Problems with dopamine hypothesis

A

Only associated with positive symptoms.
Antipsychotics only effective for positive symptoms.
Antipsychotics take 6 weeks to work, yet block dopamine in hours.
Modern drugs little effect on dopamine but inhibit serotonin.
Neurochemical interactions may be key.

17
Q

Brain abnormalities

A
Smaller brain size
Larger ventricles (control cerebral-spinal fluid)

Cause not consequence as:
Structural changes prior to first psychotic episode.
Brain abnormalities in 1st-degree relatives with no symptoms
Abnormal brain development in 2nd/3rd trimester of pregnancy.

General:
Frontal Lobes (movement, problem solving, planning, willpower)
Temporal Lobes (hearing, memory, emotion, language, taste/smell)
Basal Ganglia (motor movements)
Cerebellum (muscular activity)

Schizophrenia:
Frontal Lobes (cognitive, memory/attention, blunted affect, social withdrawal).
Temporal Lobes (auditory hallucinations and thought disorder)
Basal Ganglia (executive tasks and goal-directed activity)
Cerebellum (verbal ability and narrative memory)

18
Q

Psychodynamic

A

Freud – Primary Narcissim
Regression to oral stage - preoccupation with the self.
Caused by cold/un-nurturing parents.
Regression = loss of reality.
Thought/communication withdrawal - self-centred focus
Hallucinations/Delusions - re-establish “contact” with reality
Schizophrenogenic Mother – rejecting, distant, demanding, dominate
Conflicting messages = child withdrawing from reality

Problems -no evidence of sufferers having this type of mother.

19
Q

Behavioural theories

A

Ullman & Krasner (1975)
Bizarre behaviours learned through operant reinforcement
Learn to attend to irrelevant cues due to poor family functioning
Bizarre behaviour gets attention/reward - reinforcing it

20
Q

Reinforcement and extinction

A

Ayllon, Haughton & Hughes (1965)
Female sufferer rewarded for carrying a broom
Two (unaware) psychiatrists asked to give opinions
Described as a ritualistic magical behaviour, where the broom probably represents 1) a child 2) a phallic symbol or 3) sceptre

Ayllon (1963) – Extinction of behaviour
Female patient who insisted on wearing layers of excess clothing (25Ibs) only allowed to enter cafeteria if she weighed 2Ibs less than the previous day.
Normal dressing exhibited within 14 weeks.

21
Q

Cognitive theories - Attentional processes

A

Attentional processes, attributional biases and TOM deficits

Attentional processes
Inability to associate relevant events/making irrelevant associations
Overattention to irrelevant aspects of environment.
Deficits in orienting response & highly distractible on cognitive tasks.

22
Q

Cognitive theories - TOM deficit

A

Ability to understand own and others mental states.

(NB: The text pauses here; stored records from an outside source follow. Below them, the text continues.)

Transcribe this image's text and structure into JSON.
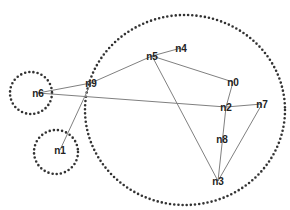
{
  "diagram": {
    "type": "network-graph",
    "colors": {
      "edge": "#808080",
      "cluster": "#333333",
      "label": "#222222",
      "background": "#ffffff"
    },
    "nodes": [
      {
        "id": "n0",
        "label": "n0",
        "x": 233,
        "y": 82
      },
      {
        "id": "n1",
        "label": "n1",
        "x": 60,
        "y": 150
      },
      {
        "id": "n2",
        "label": "n2",
        "x": 226,
        "y": 107
      },
      {
        "id": "n3",
        "label": "n3",
        "x": 218,
        "y": 181
      },
      {
        "id": "n4",
        "label": "n4",
        "x": 181,
        "y": 48
      },
      {
        "id": "n5",
        "label": "n5",
        "x": 152,
        "y": 56
      },
      {
        "id": "n6",
        "label": "n6",
        "x": 38,
        "y": 93
      },
      {
        "id": "n7",
        "label": "n7",
        "x": 262,
        "y": 104
      },
      {
        "id": "n8",
        "label": "n8",
        "x": 222,
        "y": 139
      },
      {
        "id": "n9",
        "label": "n9",
        "x": 91,
        "y": 83
      }
    ],
    "edges": [
      [
        "n6",
        "n9"
      ],
      [
        "n6",
        "n2"
      ],
      [
        "n9",
        "n5"
      ],
      [
        "n9",
        "n1"
      ],
      [
        "n5",
        "n4"
      ],
      [
        "n5",
        "n0"
      ],
      [
        "n5",
        "n3"
      ],
      [
        "n0",
        "n2"
      ],
      [
        "n2",
        "n7"
      ],
      [
        "n2",
        "n3"
      ],
      [
        "n7",
        "n3"
      ]
    ],
    "clusters": [
      {
        "id": "cluster-main",
        "cx": 185,
        "cy": 110,
        "rx": 100,
        "ry": 95
      },
      {
        "id": "cluster-n6",
        "cx": 31,
        "cy": 93,
        "rx": 21,
        "ry": 21
      },
      {
        "id": "cluster-n1",
        "cx": 56,
        "cy": 152,
        "rx": 22,
        "ry": 22
      }
    ]
  }
}
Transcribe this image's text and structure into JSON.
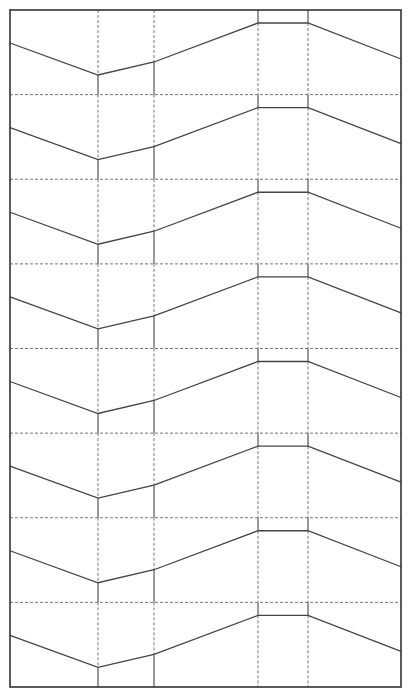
{
  "diagram": {
    "type": "repeating-band-pattern",
    "width": 408,
    "height": 691,
    "frame": {
      "x0": 10,
      "y0": 10,
      "x1": 401,
      "y1": 687,
      "color": "#333333",
      "stroke_width": 1.6
    },
    "band_count": 8,
    "band_height": 84.625,
    "colors": {
      "solid_line": "#555555",
      "dashed_line": "#777777",
      "polyline": "#444444",
      "background": "#ffffff"
    },
    "polyline_profile": [
      {
        "x": 10,
        "dy": 33
      },
      {
        "x": 98,
        "dy": 65
      },
      {
        "x": 154,
        "dy": 52
      },
      {
        "x": 258,
        "dy": 13
      },
      {
        "x": 308,
        "dy": 13
      },
      {
        "x": 401,
        "dy": 49
      }
    ],
    "verticals": [
      {
        "x": 98,
        "above_polyline": "dashed",
        "below_polyline": "solid"
      },
      {
        "x": 154,
        "above_polyline": "dashed",
        "below_polyline": "solid"
      },
      {
        "x": 258,
        "above_polyline": "solid",
        "below_polyline": "dashed"
      },
      {
        "x": 308,
        "above_polyline": "solid",
        "below_polyline": "dashed"
      }
    ],
    "band_separator_style": "dashed"
  }
}
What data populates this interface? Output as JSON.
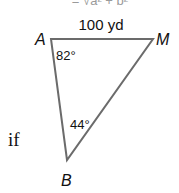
{
  "formula_fragment": "= √a² + b²",
  "side_label": "100 yd",
  "vertices": {
    "A": "A",
    "M": "M",
    "B": "B"
  },
  "angles": {
    "A": "82°",
    "B": "44°"
  },
  "prose_fragment": "if",
  "colors": {
    "line": "#6b6b6b",
    "text": "#111111",
    "faded": "#9a9a9a"
  }
}
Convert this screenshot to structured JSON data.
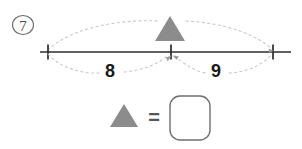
{
  "problem": {
    "number_label": "7",
    "number_label_style": "circled"
  },
  "number_line": {
    "segments": [
      {
        "label": "8",
        "from": "left-tick",
        "to": "middle-tick"
      },
      {
        "label": "9",
        "from": "middle-tick",
        "to": "right-tick"
      }
    ],
    "ticks": [
      {
        "name": "left-tick",
        "x": 48
      },
      {
        "name": "middle-tick",
        "x": 171
      },
      {
        "name": "right-tick",
        "x": 273
      }
    ],
    "marker": {
      "shape": "triangle",
      "color": "#8c8c8c",
      "position": "middle-tick"
    }
  },
  "answer": {
    "symbol_shape": "triangle",
    "symbol_color": "#8c8c8c",
    "equals_sign": "=",
    "box_value": "",
    "box_placeholder": ""
  },
  "colors": {
    "line": "#2b2b2b",
    "dotted_guide": "#c9c9c9",
    "triangle_fill": "#8c8c8c",
    "answer_box_border": "#6e6e6e",
    "text": "#1a1a1a",
    "background": "#ffffff"
  }
}
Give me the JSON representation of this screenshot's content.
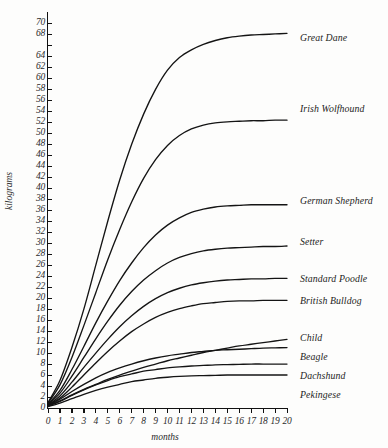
{
  "chart_data": {
    "type": "line",
    "title": "",
    "xlabel": "months",
    "ylabel": "kilograms",
    "xlim": [
      0,
      20
    ],
    "ylim": [
      0,
      71
    ],
    "grid": false,
    "legend_position": "right-inline-labels",
    "x": [
      0,
      1,
      2,
      3,
      4,
      5,
      6,
      7,
      8,
      9,
      10,
      11,
      12,
      13,
      14,
      15,
      16,
      17,
      18,
      19,
      20
    ],
    "x_tick_labels": [
      "0",
      "1",
      "2",
      "3",
      "4",
      "5",
      "6",
      "7",
      "8",
      "9",
      "10",
      "11",
      "12",
      "13",
      "14",
      "15",
      "16",
      "17",
      "18",
      "19",
      "20"
    ],
    "y_tick_labels": [
      "0",
      "2",
      "4",
      "6",
      "8",
      "10",
      "12",
      "14",
      "16",
      "18",
      "20",
      "22",
      "24",
      "26",
      "28",
      "30",
      "32",
      "34",
      "36",
      "38",
      "40",
      "42",
      "44",
      "46",
      "48",
      "50",
      "52",
      "54",
      "56",
      "58",
      "60",
      "62",
      "64",
      "",
      "68",
      "70"
    ],
    "y_tick_values": [
      0,
      2,
      4,
      6,
      8,
      10,
      12,
      14,
      16,
      18,
      20,
      22,
      24,
      26,
      28,
      30,
      32,
      34,
      36,
      38,
      40,
      42,
      44,
      46,
      48,
      50,
      52,
      54,
      56,
      58,
      60,
      62,
      64,
      66,
      68,
      70
    ],
    "series": [
      {
        "name": "Great Dane",
        "label": "Great Dane",
        "values": [
          1.0,
          5.0,
          11.0,
          18.0,
          26.0,
          34.0,
          41.5,
          48.0,
          53.5,
          58.0,
          61.5,
          63.8,
          65.2,
          66.2,
          66.9,
          67.4,
          67.7,
          67.9,
          68.0,
          68.1,
          68.2
        ]
      },
      {
        "name": "Irish Wolfhound",
        "label": "Irish Wolfhound",
        "values": [
          0.9,
          4.2,
          9.2,
          15.0,
          21.0,
          27.0,
          32.5,
          37.5,
          41.8,
          45.2,
          47.8,
          49.6,
          50.8,
          51.5,
          51.9,
          52.1,
          52.2,
          52.3,
          52.3,
          52.4,
          52.4
        ]
      },
      {
        "name": "German Shepherd",
        "label": "German Shepherd",
        "values": [
          0.7,
          3.2,
          7.0,
          11.2,
          15.5,
          19.5,
          23.2,
          26.4,
          29.2,
          31.5,
          33.3,
          34.6,
          35.6,
          36.2,
          36.6,
          36.8,
          36.9,
          37.0,
          37.0,
          37.0,
          37.0
        ]
      },
      {
        "name": "Setter",
        "label": "Setter",
        "values": [
          0.6,
          2.7,
          5.8,
          9.2,
          12.6,
          15.8,
          18.7,
          21.2,
          23.3,
          25.0,
          26.4,
          27.4,
          28.1,
          28.6,
          28.9,
          29.1,
          29.2,
          29.3,
          29.4,
          29.4,
          29.5
        ]
      },
      {
        "name": "Standard Poodle",
        "label": "Standard Poodle",
        "values": [
          0.5,
          2.2,
          4.7,
          7.4,
          10.0,
          12.5,
          14.8,
          16.8,
          18.5,
          19.9,
          21.0,
          21.8,
          22.4,
          22.8,
          23.1,
          23.3,
          23.4,
          23.5,
          23.5,
          23.6,
          23.6
        ]
      },
      {
        "name": "British Bulldog",
        "label": "British Bulldog",
        "values": [
          0.5,
          1.8,
          3.8,
          6.0,
          8.2,
          10.3,
          12.2,
          13.9,
          15.3,
          16.5,
          17.4,
          18.1,
          18.6,
          19.0,
          19.2,
          19.4,
          19.5,
          19.5,
          19.6,
          19.6,
          19.6
        ]
      },
      {
        "name": "Child",
        "label": "Child",
        "values": [
          0.4,
          1.3,
          2.4,
          3.4,
          4.3,
          5.2,
          6.0,
          6.7,
          7.4,
          8.0,
          8.6,
          9.1,
          9.6,
          10.1,
          10.5,
          10.9,
          11.3,
          11.6,
          11.9,
          12.2,
          12.5
        ]
      },
      {
        "name": "Beagle",
        "label": "Beagle",
        "values": [
          0.4,
          1.6,
          3.0,
          4.3,
          5.5,
          6.5,
          7.3,
          8.0,
          8.6,
          9.1,
          9.5,
          9.8,
          10.1,
          10.3,
          10.5,
          10.6,
          10.7,
          10.8,
          10.9,
          10.95,
          11.0
        ]
      },
      {
        "name": "Dachshund",
        "label": "Dachshund",
        "values": [
          0.3,
          1.2,
          2.3,
          3.3,
          4.2,
          5.0,
          5.7,
          6.2,
          6.7,
          7.0,
          7.3,
          7.5,
          7.65,
          7.75,
          7.85,
          7.9,
          7.95,
          8.0,
          8.0,
          8.0,
          8.0
        ]
      },
      {
        "name": "Pekingese",
        "label": "Pekingese",
        "values": [
          0.25,
          0.9,
          1.7,
          2.5,
          3.2,
          3.8,
          4.3,
          4.8,
          5.1,
          5.4,
          5.6,
          5.75,
          5.85,
          5.9,
          5.95,
          6.0,
          6.0,
          6.0,
          6.0,
          6.0,
          6.0
        ]
      }
    ],
    "series_label_positions": [
      {
        "name": "Great Dane",
        "top": 33
      },
      {
        "name": "Irish Wolfhound",
        "top": 104
      },
      {
        "name": "German Shepherd",
        "top": 196
      },
      {
        "name": "Setter",
        "top": 237
      },
      {
        "name": "Standard Poodle",
        "top": 274
      },
      {
        "name": "British Bulldog",
        "top": 296
      },
      {
        "name": "Child",
        "top": 333
      },
      {
        "name": "Beagle",
        "top": 352
      },
      {
        "name": "Dachshund",
        "top": 371
      },
      {
        "name": "Pekingese",
        "top": 390
      }
    ]
  }
}
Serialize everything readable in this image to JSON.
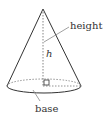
{
  "diagram": {
    "labels": {
      "height": "height",
      "h": "h",
      "base": "base"
    },
    "colors": {
      "stroke": "#333333",
      "dashed": "#666666",
      "background": "#ffffff"
    }
  }
}
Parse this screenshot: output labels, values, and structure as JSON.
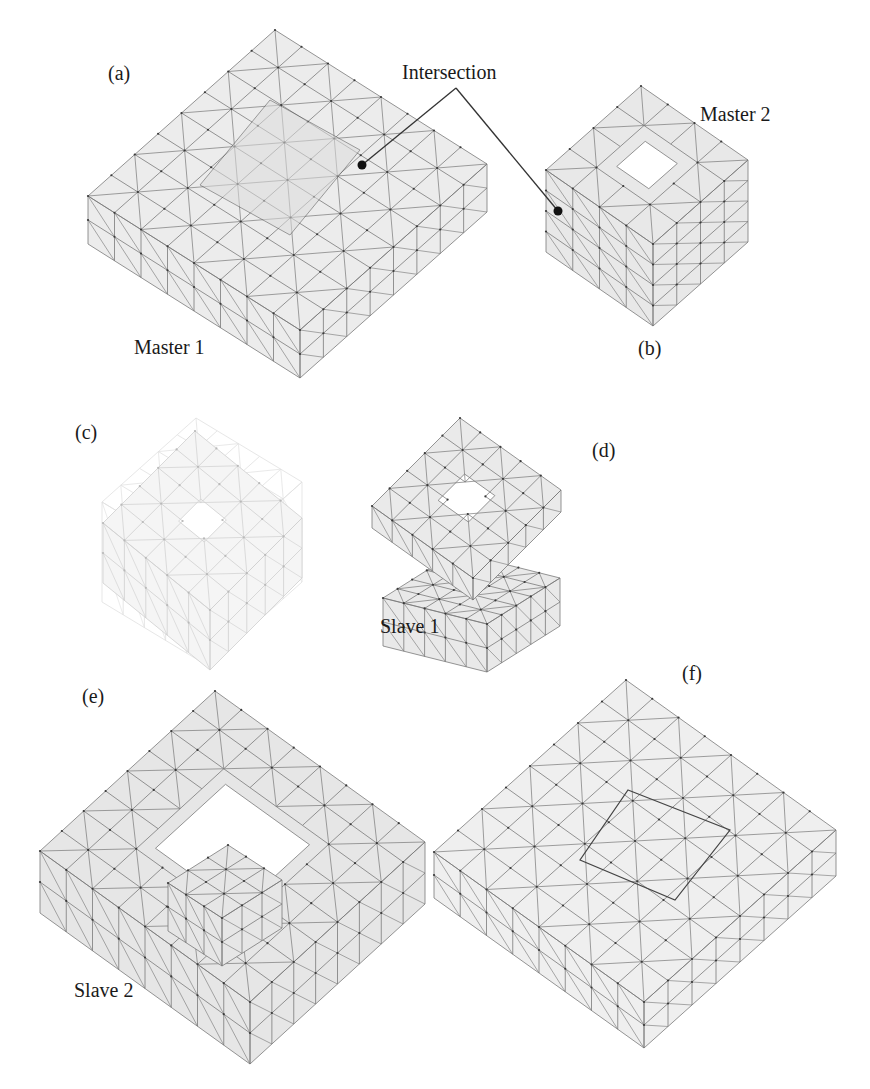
{
  "figure": {
    "panels": [
      {
        "id": "a",
        "tag": "(a)",
        "name": "Master 1"
      },
      {
        "id": "b",
        "tag": "(b)",
        "name": "Master 2"
      },
      {
        "id": "c",
        "tag": "(c)",
        "name": ""
      },
      {
        "id": "d",
        "tag": "(d)",
        "name": "Slave 1"
      },
      {
        "id": "e",
        "tag": "(e)",
        "name": "Slave 2"
      },
      {
        "id": "f",
        "tag": "(f)",
        "name": ""
      }
    ],
    "annotation": {
      "text": "Intersection"
    },
    "colors": {
      "mesh_line": "#7a7a7a",
      "mesh_fill": "#ececec",
      "mesh_fill_dark": "#e0e0e0",
      "node": "#3a3a3a",
      "text": "#1a1a1a",
      "leader": "#333333"
    }
  }
}
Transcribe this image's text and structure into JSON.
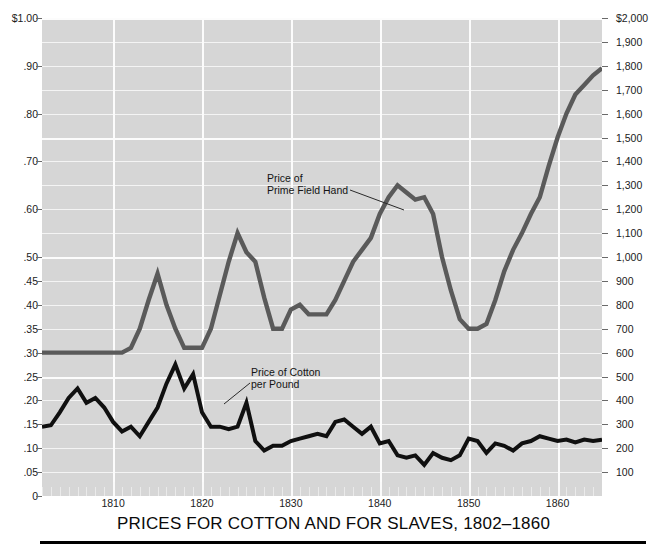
{
  "chart_data": {
    "type": "line",
    "title": "PRICES FOR COTTON AND FOR SLAVES, 1802–1860",
    "xlabel": "",
    "ylabel_left": "",
    "ylabel_right": "",
    "xlim": [
      1802,
      1865
    ],
    "grid": true,
    "legend": "annotations-on-plot",
    "background_color": "#d6d6d6",
    "gridline_color": "#fcfcfc",
    "x_tick_labels": [
      "1810",
      "1820",
      "1830",
      "1840",
      "1850",
      "1860"
    ],
    "x_tick_values": [
      1810,
      1820,
      1830,
      1840,
      1850,
      1860
    ],
    "x_minor_tick_interval": 1,
    "y_left_axis": {
      "label_top": "$1.00",
      "ticks": [
        "$1.00",
        ".90",
        ".80",
        ".70",
        ".60",
        ".50",
        ".45",
        ".40",
        ".35",
        ".30",
        ".25",
        ".20",
        ".15",
        ".10",
        ".05",
        "0"
      ],
      "values": [
        1.0,
        0.9,
        0.8,
        0.7,
        0.6,
        0.5,
        0.45,
        0.4,
        0.35,
        0.3,
        0.25,
        0.2,
        0.15,
        0.1,
        0.05,
        0
      ],
      "note": "scale expands below .50 — .50 to 0 occupies the same height as $1.00 to .50",
      "range": [
        0,
        1.0
      ]
    },
    "y_right_axis": {
      "label_top": "$2,000",
      "ticks": [
        "$2,000",
        "1,900",
        "1,800",
        "1,700",
        "1,600",
        "1,500",
        "1,400",
        "1,300",
        "1,200",
        "1,100",
        "1,000",
        "900",
        "800",
        "700",
        "600",
        "500",
        "400",
        "300",
        "200",
        "100"
      ],
      "values": [
        2000,
        1900,
        1800,
        1700,
        1600,
        1500,
        1400,
        1300,
        1200,
        1100,
        1000,
        900,
        800,
        700,
        600,
        500,
        400,
        300,
        200,
        100
      ],
      "range": [
        0,
        2000
      ]
    },
    "annotations": [
      {
        "name": "slave-price-label",
        "text": "Price of\nPrime Field Hand",
        "x": 267,
        "y": 172
      },
      {
        "name": "cotton-price-label",
        "text": "Price of Cotton\nper Pound",
        "x": 251,
        "y": 366
      }
    ],
    "series": [
      {
        "name": "Price of Prime Field Hand",
        "axis": "right",
        "unit": "dollars",
        "color": "#5a5a5a",
        "stroke_width": 4.4,
        "x": [
          1802,
          1803,
          1804,
          1805,
          1806,
          1807,
          1808,
          1809,
          1810,
          1811,
          1812,
          1813,
          1814,
          1815,
          1816,
          1817,
          1818,
          1819,
          1820,
          1821,
          1822,
          1823,
          1824,
          1825,
          1826,
          1827,
          1828,
          1829,
          1830,
          1831,
          1832,
          1833,
          1834,
          1835,
          1836,
          1837,
          1838,
          1839,
          1840,
          1841,
          1842,
          1843,
          1844,
          1845,
          1846,
          1847,
          1848,
          1849,
          1850,
          1851,
          1852,
          1853,
          1854,
          1855,
          1856,
          1857,
          1858,
          1859,
          1860,
          1861,
          1862,
          1863,
          1864,
          1865
        ],
        "values": [
          600,
          600,
          600,
          600,
          600,
          600,
          600,
          600,
          600,
          600,
          620,
          700,
          820,
          930,
          800,
          700,
          620,
          620,
          620,
          700,
          840,
          980,
          1100,
          1020,
          980,
          830,
          700,
          700,
          780,
          800,
          760,
          760,
          760,
          820,
          900,
          980,
          1030,
          1080,
          1180,
          1250,
          1300,
          1270,
          1240,
          1250,
          1180,
          1000,
          860,
          740,
          700,
          700,
          720,
          820,
          940,
          1030,
          1100,
          1180,
          1250,
          1380,
          1500,
          1600,
          1680,
          1720,
          1760,
          1790
        ]
      },
      {
        "name": "Price of Cotton per Pound",
        "axis": "left",
        "unit": "dollars_per_pound",
        "color": "#101010",
        "stroke_width": 4.0,
        "x": [
          1802,
          1803,
          1804,
          1805,
          1806,
          1807,
          1808,
          1809,
          1810,
          1811,
          1812,
          1813,
          1814,
          1815,
          1816,
          1817,
          1818,
          1819,
          1820,
          1821,
          1822,
          1823,
          1824,
          1825,
          1826,
          1827,
          1828,
          1829,
          1830,
          1831,
          1832,
          1833,
          1834,
          1835,
          1836,
          1837,
          1838,
          1839,
          1840,
          1841,
          1842,
          1843,
          1844,
          1845,
          1846,
          1847,
          1848,
          1849,
          1850,
          1851,
          1852,
          1853,
          1854,
          1855,
          1856,
          1857,
          1858,
          1859,
          1860,
          1861,
          1862,
          1863,
          1864,
          1865
        ],
        "values": [
          0.145,
          0.148,
          0.175,
          0.205,
          0.225,
          0.195,
          0.205,
          0.185,
          0.155,
          0.135,
          0.145,
          0.125,
          0.155,
          0.185,
          0.235,
          0.275,
          0.225,
          0.255,
          0.175,
          0.145,
          0.145,
          0.14,
          0.145,
          0.195,
          0.115,
          0.095,
          0.105,
          0.105,
          0.115,
          0.12,
          0.125,
          0.13,
          0.125,
          0.155,
          0.16,
          0.145,
          0.13,
          0.145,
          0.11,
          0.115,
          0.085,
          0.08,
          0.085,
          0.065,
          0.09,
          0.08,
          0.075,
          0.085,
          0.12,
          0.115,
          0.09,
          0.11,
          0.105,
          0.095,
          0.11,
          0.115,
          0.125,
          0.12,
          0.115,
          0.118,
          0.112,
          0.118,
          0.115,
          0.118
        ]
      }
    ]
  }
}
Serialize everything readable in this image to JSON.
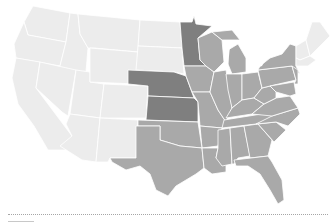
{
  "map": {
    "type": "choropleth",
    "region": "United States (contiguous)",
    "legend_visible": false,
    "colors": {
      "light": "#ececec",
      "medium": "#a9a9a9",
      "dark": "#7f7f7f",
      "border": "#ffffff",
      "background": "#ffffff"
    },
    "categories": {
      "dark": [
        "Minnesota",
        "Nebraska",
        "Kansas"
      ],
      "medium": [
        "North Dakota?",
        "Iowa",
        "Missouri",
        "Wisconsin",
        "Illinois",
        "Michigan",
        "Indiana",
        "Ohio",
        "Kentucky",
        "Tennessee",
        "Arkansas",
        "Oklahoma",
        "Texas",
        "Louisiana",
        "Mississippi",
        "Alabama",
        "Georgia",
        "Florida",
        "South Carolina",
        "North Carolina",
        "Virginia",
        "West Virginia",
        "Pennsylvania",
        "New York",
        "New Jersey",
        "Maryland",
        "Delaware"
      ],
      "light": [
        "Washington",
        "Oregon",
        "California",
        "Idaho",
        "Nevada",
        "Utah",
        "Arizona",
        "Montana",
        "Wyoming",
        "Colorado",
        "New Mexico",
        "North Dakota",
        "South Dakota",
        "Maine",
        "New Hampshire",
        "Vermont",
        "Massachusetts",
        "Connecticut",
        "Rhode Island"
      ]
    }
  },
  "footer": {
    "divider_style": "dotted"
  }
}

Frith (1992) – deficit in inferring beliefs/attitudes/intentions of others

Corcoran et al (1997) – jokes involving inferring the mental state of others difficult to understand.

23
Q

Cognitive theories - Attributional bias

A

Bias attribute negative event to external, positive to internal causes

Excessively stable/global attributions to negative life events.

Explains high incidence of reports of persecution in sufferers.

24
Q

Cognitive theories - information processing

A

Morrison (2001)
Bias labelling cognitive intrusion as threatening. Leads to negative mood and physiological arousal.

Freeman et al (2002)
Four factors contribute to emergence and maintenance of delusions:
1) Hallucination/delusion with no obvious explanation
2) Anxiety, depression & worry creating negative bias
3) Reasoning bias that seek to find evidence for delusion.
4) Social factors such as isolation

25
Q

Sociocultural factors

A

Diathesis-Stress

Sociogenic hypothesis – low economic classes experience more life stressors such as unemployment, poor education, crime and poverty.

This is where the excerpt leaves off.